PORTLAND, Ore. - Oregon's foreclosure rate is higher than the national average, according to a new financial scorecard. It gives the state a "D" for a housing market that is unaffordable for many and still pulling out of the mortgage crisis.

Advocates for homeowners at risk say the low grade is no surprise, and they will soon ask the legislature for more funding for foreclosure mediation. Lenders in Oregon are now required to offer alternatives to keep people from losing their homes.

Emily Reiman, Opportunity Works manager for NEDCO, a nonprofit neighborhood development group, says homeowners are lining up since the Foreclosure Avoidance Program went into effect in August.

"Through November and December, counseling agencies started seeing more and more clients," said Reiman. "In January, we're actually on pace to see as many clients statewide, just in this month, as we saw in the entire last quarter of 2013."

Reiman says some of the large lenders haven't even started filing cases for mediation - and if the pace continues, the groups trained to counsel homeowners will be out of funding before summer. They'll be asking state lawmakers for $800,000 to keep up with the demand.
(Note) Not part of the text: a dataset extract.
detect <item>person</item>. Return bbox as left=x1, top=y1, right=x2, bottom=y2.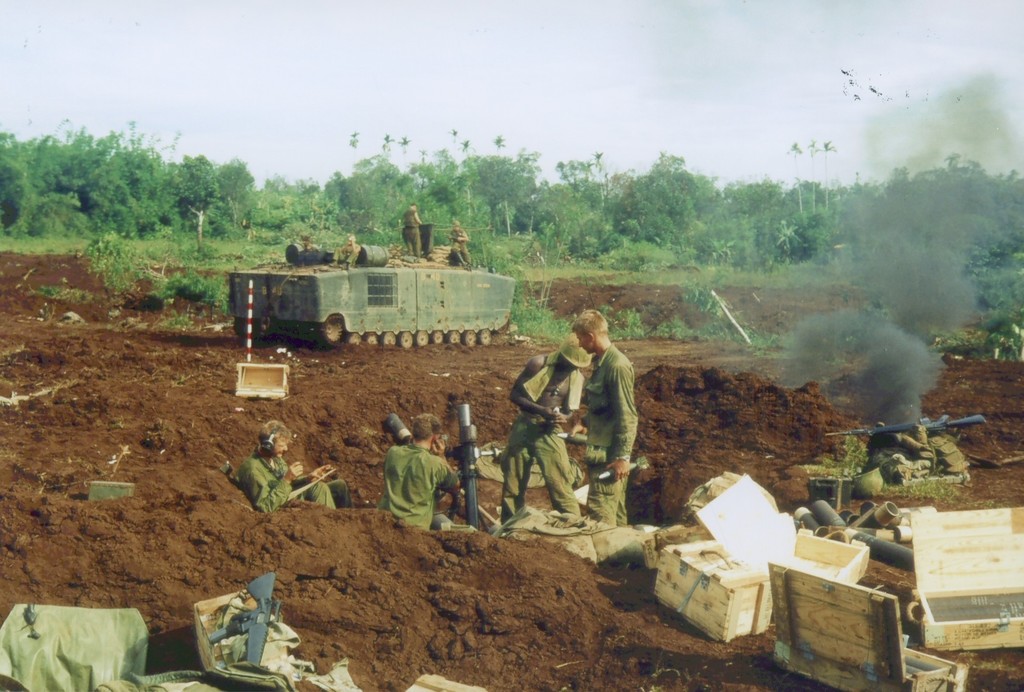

Janet Byrd, executive director, Neighborhood Partnerships, points out that the biggest mortgage lenders settled a national lawsuit that brought $29 million to Oregon to mitigate the effects of the recession's mortgage meltdown - but state lawmakers used more than half of it for other purposes. Now, she says, the funding needs to match the intentions of the new foreclosure avoidance law.

"We were one of the states most significantly impacted by the housing bubble and the foreclosure crisis. We've taken some good policy steps to address the needs of homeowners facing foreclosure, but we need to put the money into the system, to make the system function effectively," Byrd advised.

The scorecard, from the nonprofit Corporation for Enterprise Development (CFED), says Oregon's foreclosure rate is 3.5 percent, compared to 3.3 percent nationally. And it ranks the state 45th for homeownership being out of reach for so many.

The CFED "Assets & Opportunity Scorecard" is being released today (Jan. 30) at www.cfed.org.